◆ Task: Exact transcript, pictures excluded: write out every record below.

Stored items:

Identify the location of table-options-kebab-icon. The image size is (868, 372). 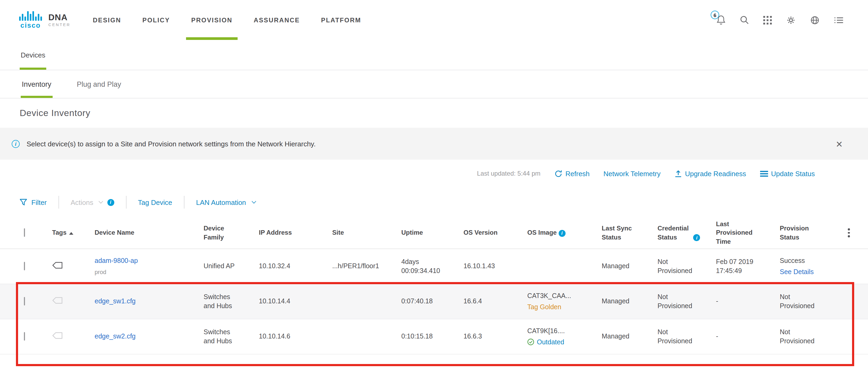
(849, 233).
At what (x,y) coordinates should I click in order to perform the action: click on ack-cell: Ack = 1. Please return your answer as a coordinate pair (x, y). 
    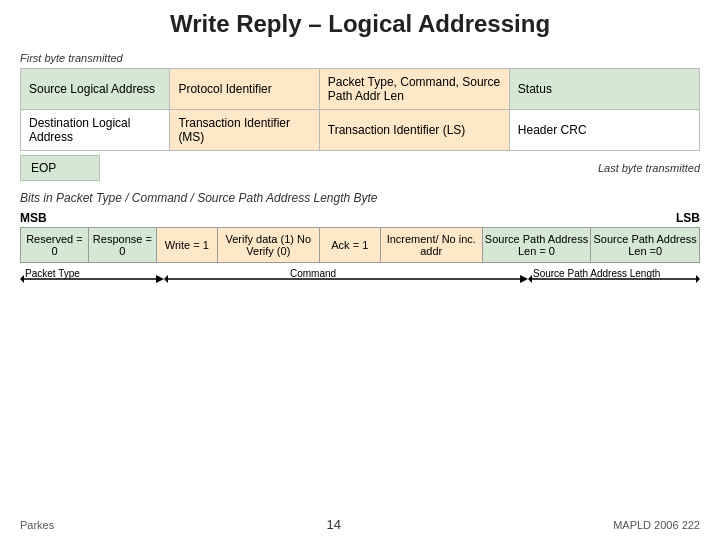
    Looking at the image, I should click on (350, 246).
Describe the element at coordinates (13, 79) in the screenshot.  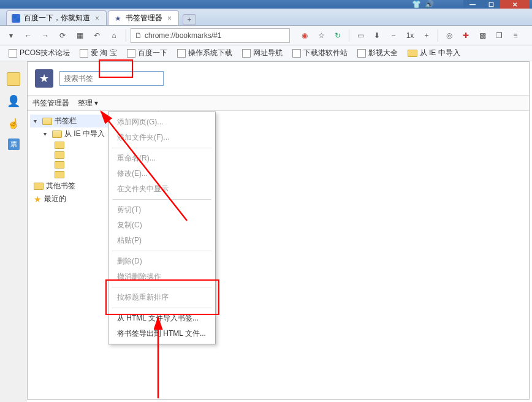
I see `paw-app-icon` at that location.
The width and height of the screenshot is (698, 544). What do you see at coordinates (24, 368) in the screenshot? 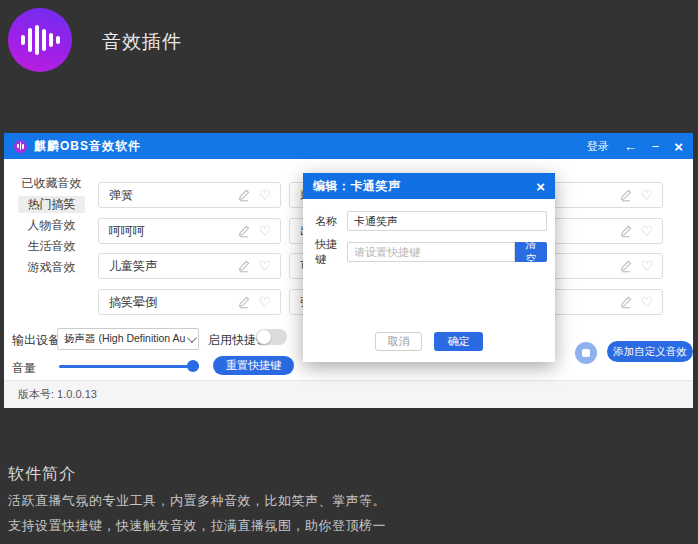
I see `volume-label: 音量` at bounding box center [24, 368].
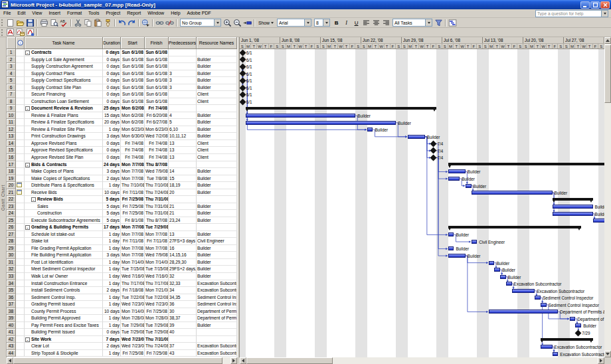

◆ Solution to the exercise:
Identify the location of table-options-kebab-icon. The image size is (868, 372). 
(849, 233).
At what (x,y) coordinates should I click in order to perform the action: click on ack-cell: Ack = 1. Please return your answer as a coordinate pair (x, y). 
    Looking at the image, I should click on (350, 246).
Describe the element at coordinates (13, 79) in the screenshot.  
I see `paw-app-icon` at that location.
The width and height of the screenshot is (698, 544). What do you see at coordinates (24, 368) in the screenshot? 
I see `volume-label: 音量` at bounding box center [24, 368].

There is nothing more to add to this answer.